What actually helped me (mentally, not just physically)
Okay. Here’s the slightly more practical bit, because I promised.
Finding community. This one changed things for me more than almost anything else. There are women in Facebook groups and Reddit threads and comment sections who are going through exactly what you’re going through, who get it on a level that the people who love you might not be able to. And Instagram. The hair loss community on Instagram is something else entirely. I’ve found some of my most genuine friendships and the most real, honest support there, women who just get it without you having to explain yourself from the beginning every single time. Finding those spaces and realising I wasn’t alone, that other people had cried in changing rooms and checked their hairlines obsessively and felt completely unhinged by something everyone else seemed to be treating as a minor inconvenience, that was huge. I can’t overstate it.
Actually talking to someone. I’m not going to tell you what to do here because it’s your life. But I will say that when I finally talked to someone properly, not in a “haha yeah my hair’s a bit shit at the moment” way but actually talked about how much it was affecting me, I felt about forty pounds lighter. I didn’t go to a therapist myself, but I’ve heard from so many others that talking to a professional about the anxiety and the grief of it all genuinely helped them in ways that nothing else did. Whether that’s a therapist, a GP, a friend who you trust to not be weird about it, a partner, whoever. Saying it out loud changes something.

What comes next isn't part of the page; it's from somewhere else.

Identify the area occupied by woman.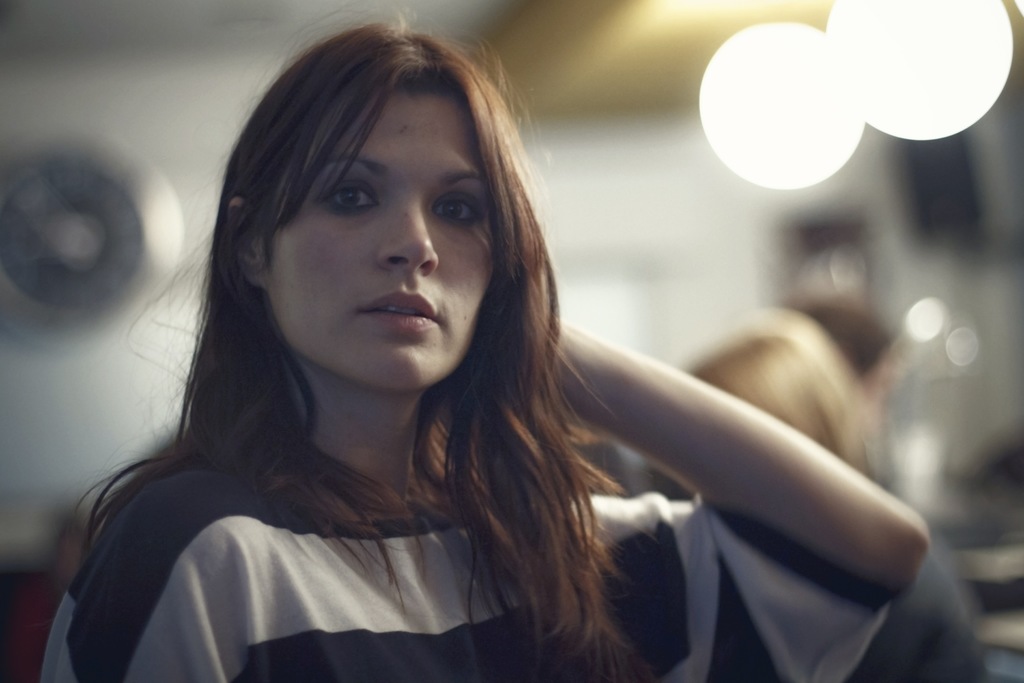
Area: {"left": 675, "top": 299, "right": 875, "bottom": 486}.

Giving myself permission to grieve it. This sounds small but it wasn’t. I spent so long telling myself I was being silly that I never actually processed any of it. The moment I let myself properly sit with the grief, I stopped fighting it, and that weirdly made it easier to move forward. You don’t have to be fine with it. You’re allowed to be not fine with it.
Getting information (carefully). I say carefully because the internet is an absolute minefield when it comes to hair loss. But getting an actual diagnosis from a dermatologist, understanding what I was dealing with, having a plan even if the plan was imperfect, that gave me something to hold onto. Feeling like I had some agency back helped enormously. Not because I fixed it. But because I wasn’t just falling anymore.

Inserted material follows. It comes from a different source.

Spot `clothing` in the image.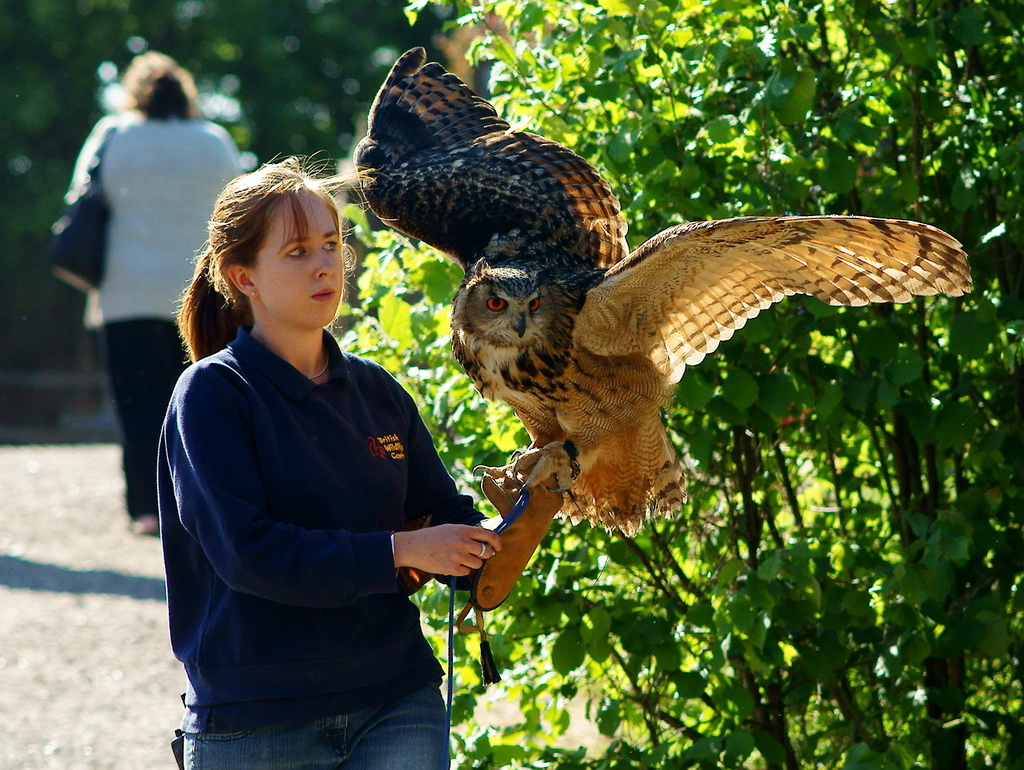
`clothing` found at box(160, 345, 472, 769).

Resources worth knowing about: Alopecia UK is brilliant if you want peer support and community, and their resources around the emotional side of hair loss are genuinely good. And honestly, the hair loss subreddits and Facebook groups (search female hair loss or androgenic alopecia) are full of real people who will make you feel so much less alone at 11pm when you need it most.
You’re not vain. You’re human.
I want to say that one more time because I think a lot of us need to hear it.
Caring about your hair doesn’t make you shallow. Being devastated by losing it doesn’t make you vain. Hair is tied to how we feel about ourselves in ways that go really deep, and when it changes, it makes sense that we feel it. Profoundly.
The world is fairly shit at acknowledging that. It treats female hair loss as either a minor cosmetic inconvenience or something to be fixed clinically, and doesn’t leave much room for the emotional reality in between. Which is that it’s a lot. It’s genuinely a lot.
If you’re in the thick of it right now, I see you. And I really hope you’re being a bit kinder to yourself than I was.